Demographic intifada

A report predicts that the number of Palestinians will overtake the number of Israel’s Jews by 2016.

Children at school (photo credit: INGIMAGE / ASAP)
Children at school
(photo credit: INGIMAGE / ASAP)
“There are three kinds of lies: lies, damned lies, and statistics.” This quote, usually ascribed to Mark Twain, aptly describes the latest propaganda assault by the statisticians of the Palestinian Authority.
Last week’s report by the Palestinian Central Bureau of Statistics on the Palestinian population residing in the geographical area bordered by the Jordan River on the east, the Mediterranean on the west, and from the Gaza Strip to Lebanon, gleefully predicts that the number of Palestinians will overtake the number of Israel’s Jews by 2016.
Predictably, the report set off a scurry of conflicting interpretations by Israeli statisticians of the Left and Right, each claiming the accuracy of its conclusions – which not coincidentally fit their opposing agendas. But both groups of social scientists insisted there were political motivations behind the Palestinian numbers.
One school cast doubt on the accuracy of the statistics, arguing that they were meant to frighten Israel into making concessions in the run-up to a Palestinian state. The other upheld the notion that they accurately predicted Israel’s Jews being overwhelmed by a growing Arab population that would inevitably turn Israel into an apartheid state.
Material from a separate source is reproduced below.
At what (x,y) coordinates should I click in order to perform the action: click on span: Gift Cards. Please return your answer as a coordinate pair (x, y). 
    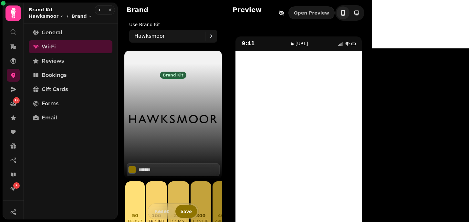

While perhaps the data don’t lie in the sense of “damned lies,” the conflicting interpretations of the statistics reflect political agendas at work. For one thing, the world media’s gullibility in its blind acceptance of the Palestinian figures is mainly due to not unquestioning the statistics assembled by the PA bureau, as if it were a true national authority and as such beyond reproach. For another, the cancerous growth of the mindless BDS movement, especially in academia, has made even social scientists eager to accept bad news about Israel.
At first glance, the Palestinian Central Bureau of Statistics report on data it collected during 2014 seems straightforward.
It calculated the number of Palestinians in the world at approximately 12.1 million, of whom 4.62 million live in the West Bank and Gaza, 1.46 million live in Israel, 5.34 million in Arab countries, and some 675,000 in other countries.
Ominously, the report predicts that the number of Palestinians in the West Bank and Gaza will equal the number of Jews in Israel at about 6.42 million in 2016, if current growth rates remain constant. Worse, it predicted that, by 2021, the number of Palestinians will outnumber Jews by 7.14 million to 6.87 million Jews. If the numbers are true, Israel’s legitimacy is being challenged on a new front – sort of a demographic intifada.
As in previous intifadas, views of the conflict differ among Israelis. There are basically two competing narratives.
One side considers the Palestinian demographic predictions a threat to Israel’s future as a Jewish and democratic state, thus urgently requiring the achievement of the two-state solution.
The other side favors alternative statistics and plays down the need for a settlement, which it anyways argues the Palestinians aren’t really interested in. It cites data that indicate more moderate changes among the Palestinians and a substantial growth of Israel’s Jewish population.
Whatever the prevalent Israeli interpretation will be, the government has enough fact to act upon: The Palestinians have the strategic goal of imposing a solution on Israel via the United Nations, ironically demanding a second chance to get the state they could have had in 1947 but violently rejected.
Their new tactic in their ongoing campaign to delegitimize Israel is to utilize demography as a political tool.
Prof. Sergio DellaPergola, a Hebrew University expert on demography, told The Jerusalem Post that “the Palestinian data must be scrutinized carefully, as they do not constitute the only possible source to assess the demography.”
Former ambassador Yoram Ettinger, a member of the American- Israel Demographic Research Group, told the Post that there are many flaws in the Palestinian numbers.
Essentially, he said, the Palestinian bureau had overestimated the numbers in the West Bank by 1.1 million. As such, the report’s West Bank number of 2.83 million residents is really 1.7 million, and the claimed 1.79 million in Gaza is really 1.4 million.
There are other flaws, but one objective statistic is comforting. Ettinger notes that the Jewish fertility and immigration rates continue to grow, while the Arab fertility rate is slowing. Accordingly, birth patterns are now weighted toward the Jewish population: the Palestinian fertility rate has dropped from 5 babies per mother in 2000 to 2.9 today, while the Jewish birth rate is slightly over 3 babies per mother – and increasing.